Issue with use of constant expressions and use of Union or Concat
- There is a known issue with Union and Concat in LINQ to SQL where the use of the same constant value more than once will not produce the expected projection and cause the underlying SQL UNION command to fail. This has been explained as a consequence of early optimization by the query provider and according to Damien Gaurd's thoughtful post this is supposed to be addressed in LINQ to SQL within .NET 4.0. Unfortunately this has been contradicted on this post (ID#355734) on the Microsoft Connect site where a member of the LINQ to SQL team reported "we will not be fixing this in the next release of LINQ to SQL".
Can we get some kind of confirmation on whether this will be addressed in .NET 4.0 and what time frame we are looking at until we will see it come through in public beta's or release candidates?
My only workaround at this point is to use a let statement for every constant that I introduce into my projection for the sake of making my projections similar so that Union and Concat work. Now that I have more than 100 let statements in a particular query I have a feeling that this is contributing to other this other scary TypeLoadException issue that I have just recently began to run into. At this point this bug is affecting my ability to design what is otherwise an elegant data access layer.
Réponses
We did fix some variations of this in .NET 4.0, but I can't tell for sure if your scenario is one of those or not. There is a difference between the Connect bug you mentioned and the query in the forum post you referenced that Damien replied to. Specifically, the forum thread talks about constant values, where the connect bug talks about projections from database tables.

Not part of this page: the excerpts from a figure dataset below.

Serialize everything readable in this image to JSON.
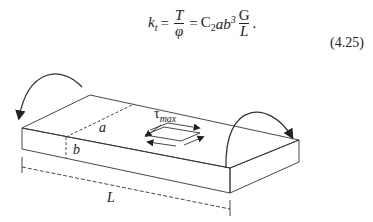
{
  "equation": {
    "lhs": "k",
    "lhs_sub": "t",
    "frac1_num": "T",
    "frac1_den": "φ",
    "coef": "C",
    "coef_sub": "2",
    "vars": "ab",
    "vars_sup": "3",
    "frac2_num": "G",
    "frac2_den": "L",
    "end": ".",
    "eq": "=",
    "number": "(4.25)"
  },
  "figure": {
    "label_a": "a",
    "label_b": "b",
    "label_L": "L",
    "label_tau": "τ",
    "label_tau_sub": "max"
  }
}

Let me illustrate the point with two similar queries using the same database.
Query 1:
var query1 = from p in context.Products
select new
{
ProductName = p.ProductName,
Prop1 = p.Discontinued,
Prop2 = !p.Discontinued
};
var query2 = from p in context.Products
select new
{
ProductName = p.ProductName,
Prop1 = p.Discontinued,
Prop2 = p.Discontinued
};
var unionQuery = query1.Union(query2);
Query 2:
var query1 = from p in context.Products
select new
{
ProductName = p.ProductName,
Prop1 = true,
Prop2 = false
};
var query2 = from p in context.Products
select new
{
ProductName = p.ProductName,
Prop1 = true,
Prop2 = true
};
var unionQuery = query1.Union(query2);
In .NET 3.5 SP1, both of these queries fail with the error due to the duplicate columns being optimized out of the second query. However, in .NET 4.0, the first one still fails while the second one does not. The scenario in the MSDN forum thread you referenced looks more like the second one to me. The Connect bug specifically references the first scenario.
Any fixes we did for these scenarios should be included in .NET 4.0 Beta 1 if you want to try that out to verify with your particular query.
Thanks,
Sarah Parra
LINQ to SQL Team
Microsoft
This posting is provided "AS IS" with no warranties, and confers no rights.- Marqué comme réponseDamien Guard - MSFTModérateurmercredi 7 octobre 2009 23:57
Toutes les réponses
We did fix some variations of this in .NET 4.0, but I can't tell for sure if your scenario is one of those or not. There is a difference between the Connect bug you mentioned and the query in the forum post you referenced that Damien replied to. Specifically, the forum thread talks about constant values, where the connect bug talks about projections from database tables.
Let me illustrate the point with two similar queries using the same database.
Query 1:
var query1 = from p in context.Products
select new
{
ProductName = p.ProductName,
Prop1 = p.Discontinued,
Prop2 = !p.Discontinued
};
var query2 = from p in context.Products
select new
{
ProductName = p.ProductName,
Prop1 = p.Discontinued,
Prop2 = p.Discontinued
};
var unionQuery = query1.Union(query2);
Query 2:
var query1 = from p in context.Products
select new
{
ProductName = p.ProductName,
Prop1 = true,
Prop2 = false
};
var query2 = from p in context.Products
select new
{
ProductName = p.ProductName,
Prop1 = true,
Prop2 = true
};
var unionQuery = query1.Union(query2);
In .NET 3.5 SP1, both of these queries fail with the error due to the duplicate columns being optimized out of the second query. However, in .NET 4.0, the first one still fails while the second one does not. The scenario in the MSDN forum thread you referenced looks more like the second one to me. The Connect bug specifically references the first scenario.
Any fixes we did for these scenarios should be included in .NET 4.0 Beta 1 if you want to try that out to verify with your particular query.
Thanks,
Sarah Parra
LINQ to SQL Team
Microsoft
This posting is provided "AS IS" with no warranties, and confers no rights.- Marqué comme réponseDamien Guard - MSFTModérateurmercredi 7 octobre 2009 23:57
- Thanks for clarifying the difference between the two different issues. I welcome any improvement on either of these two issues since it should help to simplify many of our queries. A great example is that solving the second case that you have illustrated will remove the need for us to use hacks that consist of over use of the let keyword to achieve the queries we are looking for.
As soon as I get the chance I'll test the two scenarios in VS 2010 Beta1 and I'll report back my findings.